Enterprise Agreement renewals continue to trend downward, and at an alarming rate. Even major DoD deals can’t be landed. We position Microsoft for selling solutions and compensate the field for moving product. The disconnect is frustrating.
Windows 7 is a solid product, that we are marketing ineffectively. Office 2010 has launched with a quiet whimper. The CMG is as dysfunctional as a Cold War era gulag, and I can’t see any value from Mitch Matthews leadership.
I have no faith in our senior leadership (Ballmer, Turner, Ozzie, Brummel), but I don’t see any apparently leader that could step in and make the hard choices and forge a new, urgently needed direction, unless Bill Gates returns. Even then, I don’t know if the company can be steered off of the painful path it is now headed on.
The stock price is going in the wrong direction and poorly positioned if we move into a double dip recession. Our leadership team also shrugs this off as if it isn’t a major issue.
I remember Steve Ballmer promising to all at a company meeting four or five years ago, in response to an e-mail from an employee that complained about the stock price. The employee wrote to Ballmer that because of the languishing stock value he/she could not build an addition to their home. Steve B boomed that in two years he/she would be able to build a new home, never mind an addition, with where the stock price was going, and the crowd roared with thunderous applause. Where is the increased equity? What other company on the planet would have a flat lined stock price for a decade despite solid growth and not have the shareholders and board calling for the leadership heads on a platter?
Haven’t seen a promo in 3 years, got an E/110 last year and hear nothing but excuses (well promos are thin, budgets are tight). I don’t think anyone on my team has gotten a promo in two or three years.

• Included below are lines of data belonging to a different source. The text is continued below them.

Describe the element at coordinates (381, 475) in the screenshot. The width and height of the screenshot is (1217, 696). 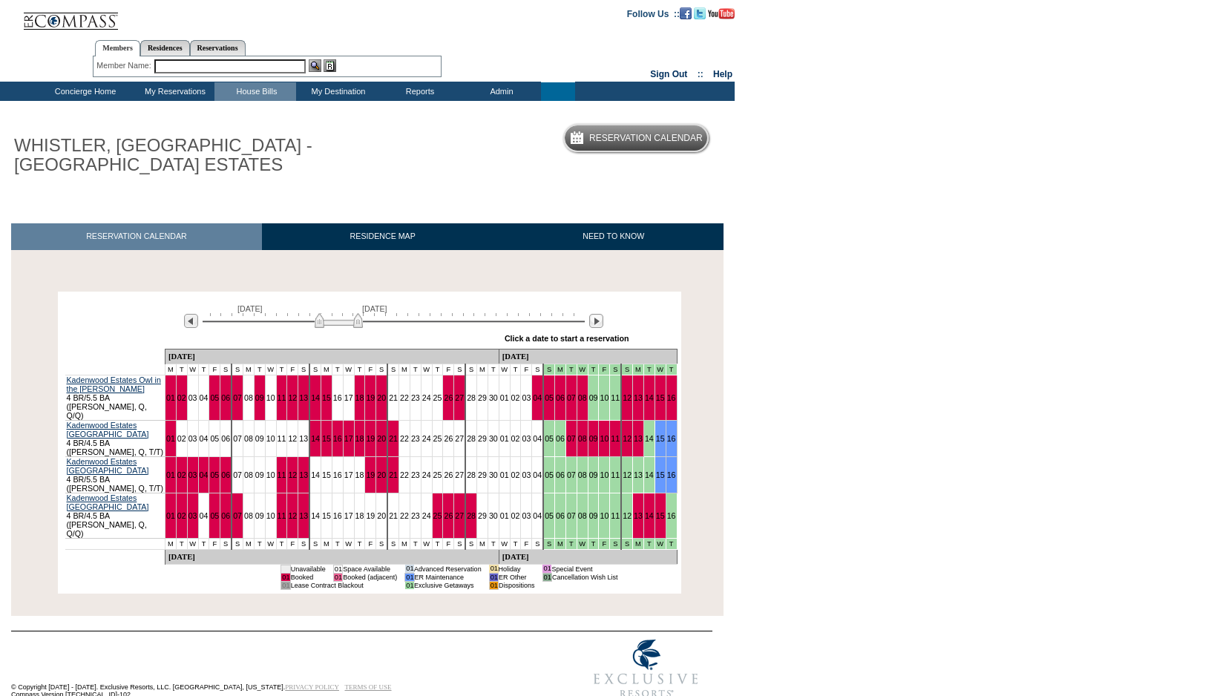
I see `a: 20` at that location.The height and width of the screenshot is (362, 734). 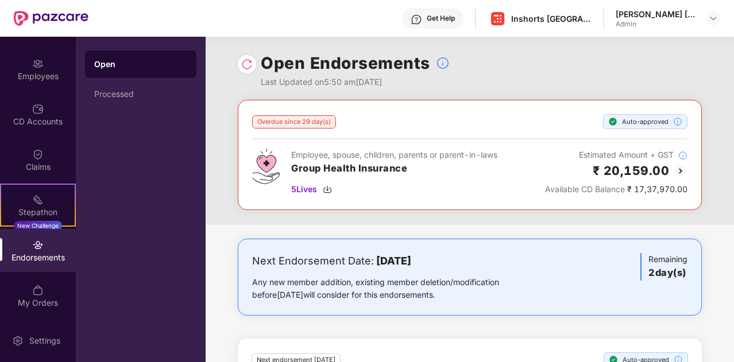 I want to click on img: svg+xml;base64,PHN2ZyBpZD0iQmFjay0yMHgyMCIgeG1sbnM9Imh0dHA6Ly93d3cudzMub3JnLzIwMDAvc3ZnIiB3aWR0aD..., so click(x=681, y=171).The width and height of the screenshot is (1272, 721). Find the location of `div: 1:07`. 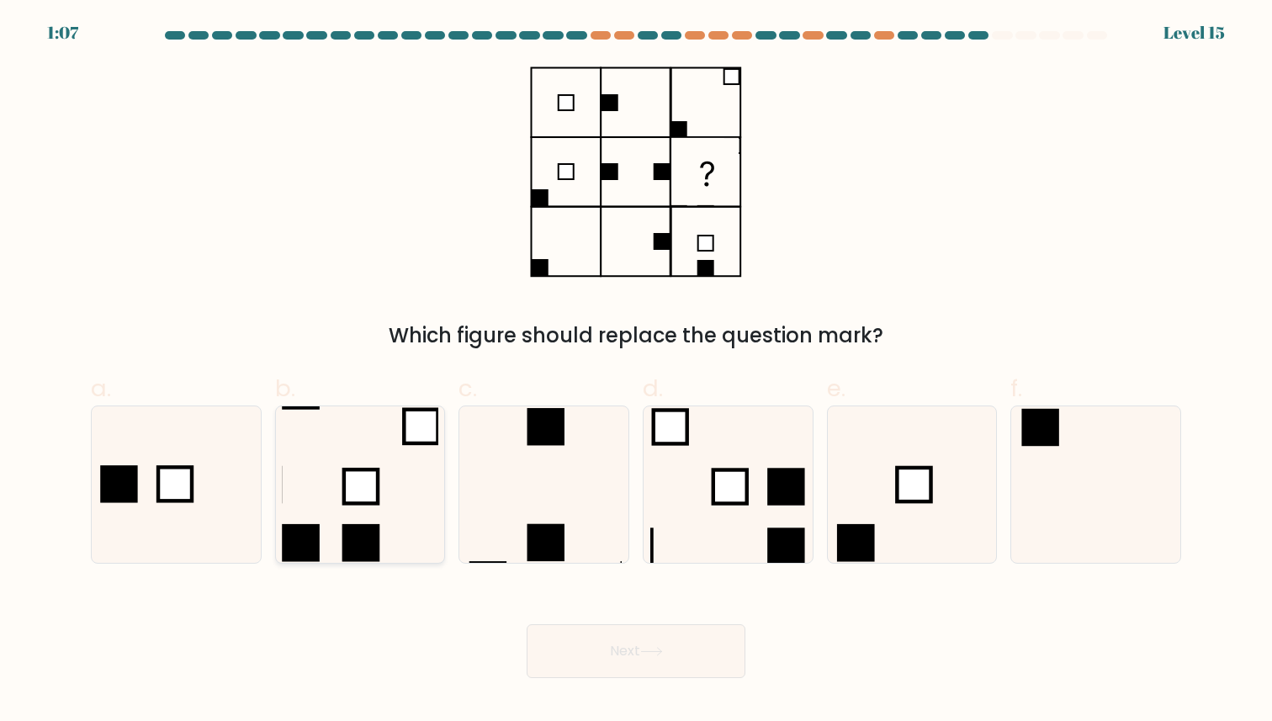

Our budgets have been cut to the point that we can even support our commitments. When I follow the dollars I feel very insecure about my role and future. I’ve seen the overall organization get increasingly dysfunctional with each passing year.
The review process is completely broken. Calibration and compensation has already happened before employees even writes one word on how they felt they performed. How can I have any faith in the review process, where I’m told I have a voice, that peer feedback has impact, when none of it is even considered by the leadership team as they horse trade for compensation. It is a favoritism system that is riddled with inequity. I have seen incompetence rewarded and success punished. The process does a tremendous job of angering employees, who then quit and go to work for competitors with the single purpose of proving Microsoft wrong. Either that or they go to work as a vendor and get a 2X to 3X pay increase in the process.
I love Microsoft. Microsoft has clothed and fed my family, directly or indirectly for almost twenty years. I owe so much to this company. I come in, I give 110%, but I see no direction, I see no recognition, I see no future, I see no leadership.
Microsoft has become its own worst enemy, the leadership team is ineffective, and there is a huge need for house cleaning from the 64 to 68 level. I wish Bill Gates would come back. I wish a lot of bad decisions were never made. I feel that there is no way to change the negative course we are on, and Microsoft is incurably on a path to be only a shell of the company it once was.
Layoffs? Mercy killings comes more to mind.